Finding good online repositories for animated content is easier said than done. However, if you look hard enough, you can always find one that suits your needs and requirements. Apart from the questionable legality of using peer to peer sites and downloading cartoons over services like BitTorrent, you can find places to watch cartoons legally. Video streaming sites often host cartoons along with other traditional content for users to consume. While it has taken adult audiences some time, especially in the west, they are now seriously considering animated media as real sources of entertainment and storytelling.

Previously, animation was the domain of the kids’ content. While Japanese animation was available with content that was targeted at adults, many often too complicated and indeed, unsuitable, for children, it was a very niche culture. The animated media subculture however grew as traditional media began to realise the value of material that was locked in comic books and other non-traditional forms of media. Spurred on by the prospective commercial value of superheroes, the search for material to exploit for movies and other investments included cartoons as well. And thus cartoons were brought into the mainstream in a big way.

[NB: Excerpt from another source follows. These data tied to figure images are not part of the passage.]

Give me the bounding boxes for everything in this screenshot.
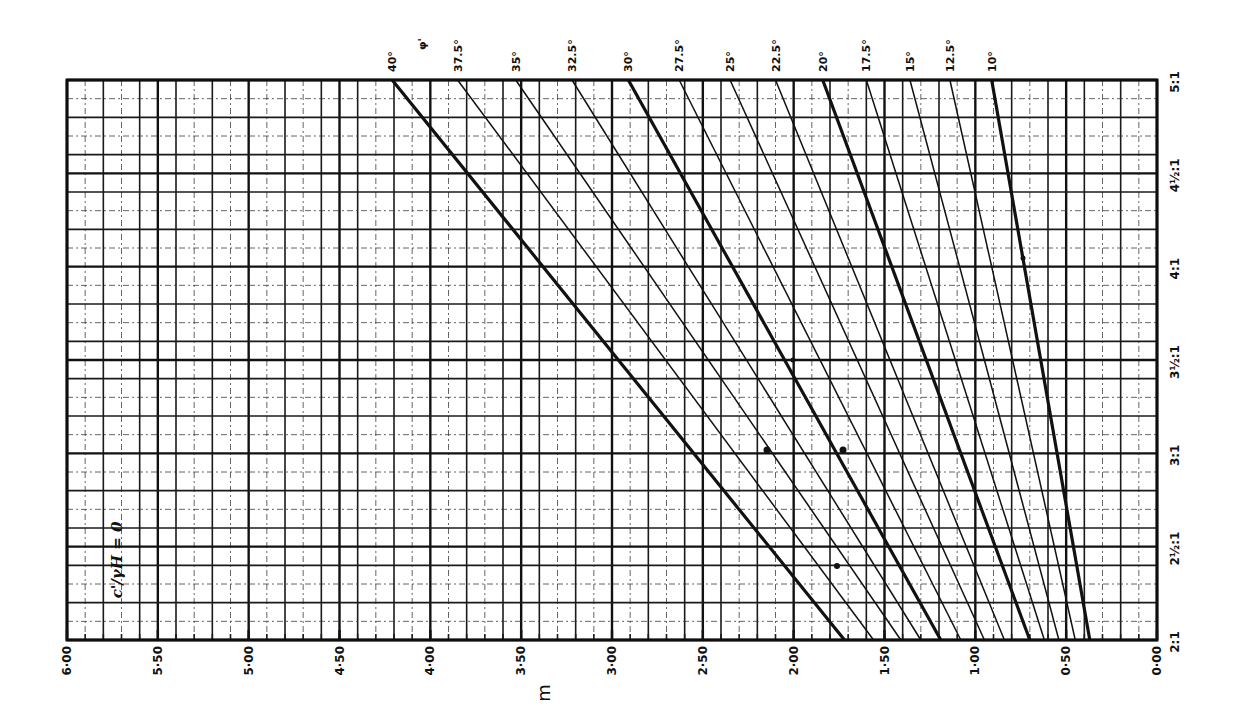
y-tick-label: 2:1 bbox=[1168, 631, 1182, 653]
svg-text:2:1: 2:1 bbox=[1168, 631, 1182, 653]
svg-text:1·50: 1·50 bbox=[878, 646, 892, 676]
svg-text:15°: 15° bbox=[904, 51, 917, 72]
phi-angle-label: 37.5° bbox=[452, 39, 465, 72]
x-tick-label: 2·50 bbox=[696, 646, 710, 676]
svg-text:2·00: 2·00 bbox=[787, 646, 801, 676]
x-tick-label: 2·00 bbox=[787, 646, 801, 676]
svg-text:4·50: 4·50 bbox=[333, 646, 347, 676]
marker bbox=[764, 447, 771, 454]
y-axis-ticks: 2:12½:13:13½:14:14½:15:1 bbox=[1168, 71, 1182, 653]
phi-angle-label: 27.5° bbox=[673, 39, 686, 72]
y-tick-label: 4:1 bbox=[1168, 258, 1182, 280]
svg-text:5·50: 5·50 bbox=[151, 646, 165, 676]
y-tick-label: 3½:1 bbox=[1168, 345, 1182, 379]
phi-angle-label: 15° bbox=[904, 51, 917, 72]
phi-symbol: φ' bbox=[416, 38, 429, 50]
svg-text:22.5°: 22.5° bbox=[770, 39, 783, 72]
annotation-c-over-gamma-h: c'/γH = 0 bbox=[108, 521, 126, 598]
x-tick-label: 6·00 bbox=[60, 646, 74, 676]
stability-chart: 6·005·505·004·504·003·503·002·502·001·50… bbox=[0, 0, 1240, 717]
y-tick-label: 4½:1 bbox=[1168, 158, 1182, 192]
phi-angle-label: 10° bbox=[986, 51, 999, 72]
svg-text:0·00: 0·00 bbox=[1150, 646, 1164, 676]
x-tick-label: 5·50 bbox=[151, 646, 165, 676]
svg-text:4·00: 4·00 bbox=[423, 646, 437, 676]
phi-angle-labels: 40°37.5°35°32.5°30°27.5°25°22.5°20°17.5°… bbox=[386, 39, 999, 72]
phi-angle-label: 20° bbox=[817, 51, 830, 72]
svg-text:5·00: 5·00 bbox=[242, 646, 256, 676]
svg-text:3·00: 3·00 bbox=[605, 646, 619, 676]
svg-text:2·50: 2·50 bbox=[696, 646, 710, 676]
x-tick-label: 3·50 bbox=[514, 646, 528, 676]
grid bbox=[67, 80, 1157, 640]
x-tick-label: 5·00 bbox=[242, 646, 256, 676]
x-axis-ticks: 6·005·505·004·504·003·503·002·502·001·50… bbox=[60, 630, 1164, 676]
x-tick-label: 4·50 bbox=[333, 646, 347, 676]
svg-text:6·00: 6·00 bbox=[60, 646, 74, 676]
x-tick-label: 3·00 bbox=[605, 646, 619, 676]
svg-text:12.5°: 12.5° bbox=[944, 39, 957, 72]
marker bbox=[834, 563, 840, 569]
y-tick-label: 5:1 bbox=[1168, 71, 1182, 93]
svg-text:40°: 40° bbox=[386, 51, 399, 72]
svg-text:3½:1: 3½:1 bbox=[1168, 345, 1182, 379]
svg-text:4:1: 4:1 bbox=[1168, 258, 1182, 280]
svg-text:3·50: 3·50 bbox=[514, 646, 528, 676]
svg-text:2½:1: 2½:1 bbox=[1168, 532, 1182, 566]
marker bbox=[840, 447, 847, 454]
svg-text:5:1: 5:1 bbox=[1168, 71, 1182, 93]
svg-text:3:1: 3:1 bbox=[1168, 445, 1182, 467]
svg-text:37.5°: 37.5° bbox=[452, 39, 465, 72]
svg-text:φ': φ' bbox=[416, 38, 429, 50]
annotation-text: c'/γH = 0 bbox=[108, 521, 126, 598]
phi-angle-label: 25° bbox=[724, 51, 737, 72]
x-tick-label: 0·50 bbox=[1059, 646, 1073, 676]
svg-text:4½:1: 4½:1 bbox=[1168, 158, 1182, 192]
phi-angle-label: 40° bbox=[386, 51, 399, 72]
x-tick-label: 1·50 bbox=[878, 646, 892, 676]
x-tick-label: 4·00 bbox=[423, 646, 437, 676]
phi-angle-label: 30° bbox=[622, 51, 635, 72]
svg-text:30°: 30° bbox=[622, 51, 635, 72]
svg-text:0·50: 0·50 bbox=[1059, 646, 1073, 676]
phi-angle-label: 35° bbox=[510, 51, 523, 72]
phi-angle-label: 17.5° bbox=[860, 39, 873, 72]
x-axis-label: m bbox=[533, 684, 554, 702]
phi-angle-label: 32.5° bbox=[566, 39, 579, 72]
svg-text:27.5°: 27.5° bbox=[673, 39, 686, 72]
y-tick-label: 3:1 bbox=[1168, 445, 1182, 467]
svg-text:10°: 10° bbox=[986, 51, 999, 72]
y-tick-label: 2½:1 bbox=[1168, 532, 1182, 566]
svg-text:25°: 25° bbox=[724, 51, 737, 72]
svg-text:17.5°: 17.5° bbox=[860, 39, 873, 72]
svg-text:20°: 20° bbox=[817, 51, 830, 72]
x-tick-label: 0·00 bbox=[1150, 646, 1164, 676]
marker bbox=[791, 358, 796, 363]
x-tick-label: 1·00 bbox=[968, 646, 982, 676]
phi-angle-label: 12.5° bbox=[944, 39, 957, 72]
svg-text:35°: 35° bbox=[510, 51, 523, 72]
phi-angle-label: 22.5° bbox=[770, 39, 783, 72]
svg-text:1·00: 1·00 bbox=[968, 646, 982, 676]
marker bbox=[1021, 256, 1026, 261]
svg-text:32.5°: 32.5° bbox=[566, 39, 579, 72]
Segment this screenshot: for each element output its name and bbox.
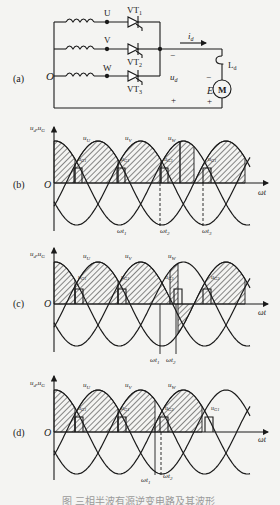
panel-b-uv-label: uV (125, 134, 133, 143)
panel-a-labels: (a) O U V W VT1 VT2 VT3 id ud Ld E M − +… (13, 5, 237, 106)
node-u-dot (105, 20, 108, 23)
polarity-right-top: − (206, 72, 211, 82)
voltage-ud-label: ud (170, 72, 179, 83)
panel-b-y-axis-label: ud,uG (30, 124, 45, 133)
panel-d-label: (d) (13, 427, 25, 439)
thyristor-vt1-icon (128, 16, 160, 31)
vt2-label: VT2 (127, 57, 142, 68)
ud-shaded-area (54, 390, 75, 432)
panel-a-label: (a) (13, 73, 24, 85)
panel-d-x-axis-label: ωt (258, 435, 267, 444)
panel-d-origin: O (44, 427, 51, 438)
panel-b-x-axis-label: ωt (258, 188, 267, 197)
panel-c-uu-label: uU (83, 252, 91, 261)
panel-d-wt1-label: ωt1 (141, 476, 150, 485)
inductor-v-icon (66, 46, 94, 49)
vt3-label: VT3 (127, 84, 142, 95)
panel-b-uu-label: uU (83, 134, 91, 143)
panel-b-ug1c-label: uG1 (208, 156, 217, 163)
node-v-label: V (104, 35, 111, 45)
thyristor-vt2-icon (128, 43, 160, 58)
panel-c-wt2-label: ωt2 (166, 356, 176, 365)
node-o-label: O (46, 70, 54, 82)
panel-c-y-axis-label: ud,uG (30, 250, 45, 259)
panel-b-label: (b) (13, 179, 25, 191)
panel-d-uu-label: uU (83, 381, 91, 390)
vt1-label: VT1 (127, 5, 142, 16)
inductor-w-icon (66, 73, 94, 76)
panel-c-ug3-label: uG3 (165, 274, 174, 281)
panel-c-origin: O (44, 298, 51, 309)
motor-m-label: M (218, 85, 227, 95)
inductor-ld-icon (216, 56, 223, 64)
phase-v-branch (54, 46, 128, 49)
ud-shaded-area (54, 262, 75, 304)
panel-c-x-axis-label: ωt (258, 308, 267, 317)
panel-d-wt2-label: ωt2 (163, 472, 173, 481)
emf-e-label: E (206, 85, 213, 96)
current-id-label: id (188, 31, 195, 42)
panel-d-uv-label: uV (125, 381, 133, 390)
phase-w-branch (54, 73, 128, 76)
figure-caption: 图 三相半波有源逆变电路及其波形 (62, 493, 262, 505)
panel-b-origin: O (44, 179, 51, 190)
phase-u-branch (54, 19, 128, 22)
panel-a-circuit (54, 16, 231, 108)
panel-d-uw-label: uW (168, 381, 177, 390)
panel-d-ug1b-label: uG1 (121, 405, 130, 412)
panel-c-label: (c) (13, 298, 24, 310)
node-v-dot (105, 47, 108, 50)
node-w-dot (105, 74, 108, 77)
thyristor-vt3-icon (128, 70, 160, 85)
panel-c-uw-label: uW (168, 252, 177, 261)
inductor-ld-label: Ld (228, 60, 237, 71)
panel-c-ug1-label: uG1 (78, 274, 87, 281)
ud-shaded-area (54, 141, 75, 183)
panel-d-ug1c-label: uG1 (211, 405, 220, 412)
panel-b-ug1-label: uG1 (78, 156, 87, 163)
panel-b-ug1b-label: uG1 (121, 156, 130, 163)
ud-shaded-area (180, 141, 194, 183)
polarity-left-top: − (170, 50, 175, 60)
panel-d-ug3-label: uG3 (165, 405, 174, 412)
polarity-left-bottom: + (171, 95, 176, 105)
panel-c-wt1-label: ωt1 (150, 356, 159, 365)
panel-b-wt2-label: ωt2 (160, 227, 170, 236)
panel-b-uw-label: uW (168, 134, 177, 143)
panel-d-waveform (54, 376, 268, 480)
panel-b-waveform (54, 127, 268, 231)
node-u-label: U (104, 8, 111, 18)
panel-b-wt1-label: ωt1 (117, 227, 126, 236)
node-w-label: W (103, 63, 112, 73)
panel-c-waveform (54, 248, 268, 354)
panel-d-y-axis-label: ud,uG (30, 379, 45, 388)
panel-c-ug3b-label: uG3 (211, 274, 220, 281)
panel-b-ug3-label: uG3 (164, 156, 173, 163)
panel-d-ug1-label: uG1 (78, 405, 87, 412)
inductor-u-icon (66, 19, 94, 22)
panel-c-ug1b-label: uG1 (121, 274, 130, 281)
panel-c-uv-label: uV (125, 252, 133, 261)
panel-b-wt3-label: ωt3 (202, 227, 212, 236)
polarity-right-bottom: + (207, 96, 212, 106)
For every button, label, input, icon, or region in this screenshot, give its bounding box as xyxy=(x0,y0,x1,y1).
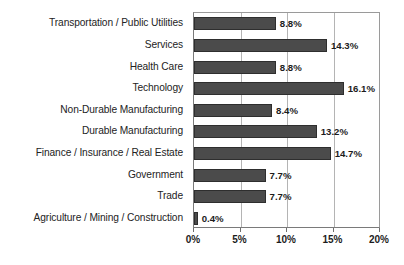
bar xyxy=(194,169,266,182)
category-label: Transportation / Public Utilities xyxy=(49,16,183,29)
x-axis-tick xyxy=(193,228,194,232)
bar-row: 16.1% xyxy=(194,82,380,95)
bar xyxy=(194,17,276,30)
bar-chart: Transportation / Public UtilitiesService… xyxy=(0,0,404,265)
bar-row: 13.2% xyxy=(194,125,380,138)
plot-area: 8.8%14.3%8.8%16.1%8.4%13.2%14.7%7.7%7.7%… xyxy=(193,12,380,228)
x-axis-tick xyxy=(379,228,380,232)
bar-value-label: 13.2% xyxy=(321,125,348,138)
category-axis-labels: Transportation / Public UtilitiesService… xyxy=(0,12,188,228)
bar xyxy=(194,125,317,138)
bar-value-label: 16.1% xyxy=(348,82,375,95)
bar-value-label: 8.4% xyxy=(276,104,298,117)
bar-row: 8.8% xyxy=(194,17,380,30)
category-label: Durable Manufacturing xyxy=(82,124,183,137)
bar-value-label: 14.3% xyxy=(331,39,358,52)
bar-row: 8.4% xyxy=(194,104,380,117)
bar xyxy=(194,61,276,74)
x-axis-tick xyxy=(240,228,241,232)
category-label: Government xyxy=(128,168,183,181)
bar-value-label: 0.4% xyxy=(202,212,224,225)
x-axis-tick xyxy=(333,228,334,232)
x-axis-tick-label: 5% xyxy=(232,234,246,245)
category-label: Finance / Insurance / Real Estate xyxy=(36,146,183,159)
category-label: Trade xyxy=(157,189,183,202)
bar-row: 0.4% xyxy=(194,212,380,225)
category-label: Services xyxy=(145,38,183,51)
bar-value-label: 7.7% xyxy=(270,190,292,203)
bar xyxy=(194,190,266,203)
category-label: Health Care xyxy=(130,60,183,73)
bar-row: 14.7% xyxy=(194,147,380,160)
bar-value-label: 14.7% xyxy=(335,147,362,160)
bar-row: 8.8% xyxy=(194,61,380,74)
bar-row: 7.7% xyxy=(194,169,380,182)
bar xyxy=(194,212,198,225)
category-label: Technology xyxy=(132,81,183,94)
x-axis-tick-label: 20% xyxy=(369,234,389,245)
bar-value-label: 8.8% xyxy=(280,17,302,30)
bar-row: 7.7% xyxy=(194,190,380,203)
bar xyxy=(194,82,344,95)
category-label: Agriculture / Mining / Construction xyxy=(34,211,183,224)
bar-value-label: 8.8% xyxy=(280,61,302,74)
x-axis-tick xyxy=(286,228,287,232)
x-axis-tick-label: 15% xyxy=(322,234,342,245)
bar xyxy=(194,147,331,160)
category-label: Non-Durable Manufacturing xyxy=(60,103,183,116)
bar xyxy=(194,104,272,117)
bar-row: 14.3% xyxy=(194,39,380,52)
x-axis-tick-label: 0% xyxy=(186,234,200,245)
bar xyxy=(194,39,327,52)
bar-value-label: 7.7% xyxy=(270,169,292,182)
x-axis-tick-label: 10% xyxy=(276,234,296,245)
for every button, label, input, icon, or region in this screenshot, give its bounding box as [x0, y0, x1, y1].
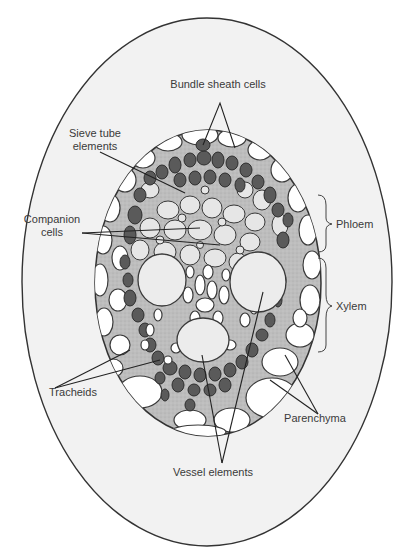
vascular-bundle-diagram: Bundle sheath cells Sieve tube elements …: [0, 0, 412, 560]
label-sieve-tube-line1: Sieve tube: [69, 127, 121, 139]
label-xylem: Xylem: [336, 300, 367, 312]
label-companion-line2: cells: [41, 226, 64, 238]
label-parenchyma: Parenchyma: [284, 412, 347, 424]
label-phloem: Phloem: [336, 218, 373, 230]
label-bundle-sheath-cells: Bundle sheath cells: [170, 78, 266, 90]
label-tracheids: Tracheids: [49, 386, 97, 398]
label-sieve-tube-line2: elements: [73, 140, 118, 152]
label-companion-line1: Companion: [24, 213, 80, 225]
label-vessel-elements: Vessel elements: [173, 466, 254, 478]
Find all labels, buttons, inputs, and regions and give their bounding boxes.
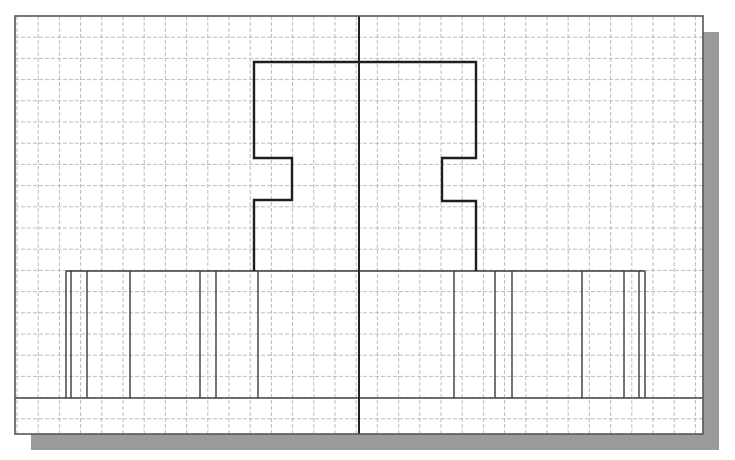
drawing-canvas[interactable] <box>0 0 735 460</box>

While much remains to be done, cartoons for adults is seeing a resurgence in western media not because there has been a spike in demand but because studios are beginning to see the arrival of the nostalgia brigade. The economically empowered generation now is the one that consumed the first generation of cartoons in their childhood. By bringing cartoons back again, they are able to use that nostalgia to great effect. This has not been done before and we are in uncharted territory here.

We have already seen how rumours of new seasons of cartoons that ended their runs 10 or 15 years ago are met with: unbridled enthusiasm and relentless theorising about how the story will go and which direction it will take. Such kind of cultural engagement has been rarely seen from adults until now. This marks a tectonic shift in how marketing works. Culture always moves in a cycle and we are at the beginning of the next big cycle. “Retro” and “old school cool” are coming back in a big way as the new generation that saw the rise of technology also experienced technology become ubiquitous. They are in effect the first and only generation that saw an entire new form of technology being born and mature in front of their eyes. They are not as obsessed with technology as their younger generation is, but at the same time they are deeply engaged with it. They are the last generation that has any semblance of a pre-digital world or a pre-electronics world. And that plays a huge part in how marketing and culture works.

Cartoons are coming back because their audiences have come back, i.e. gained relevance. And we certainly hope that they hang around long enough for the younger kids to enjoy.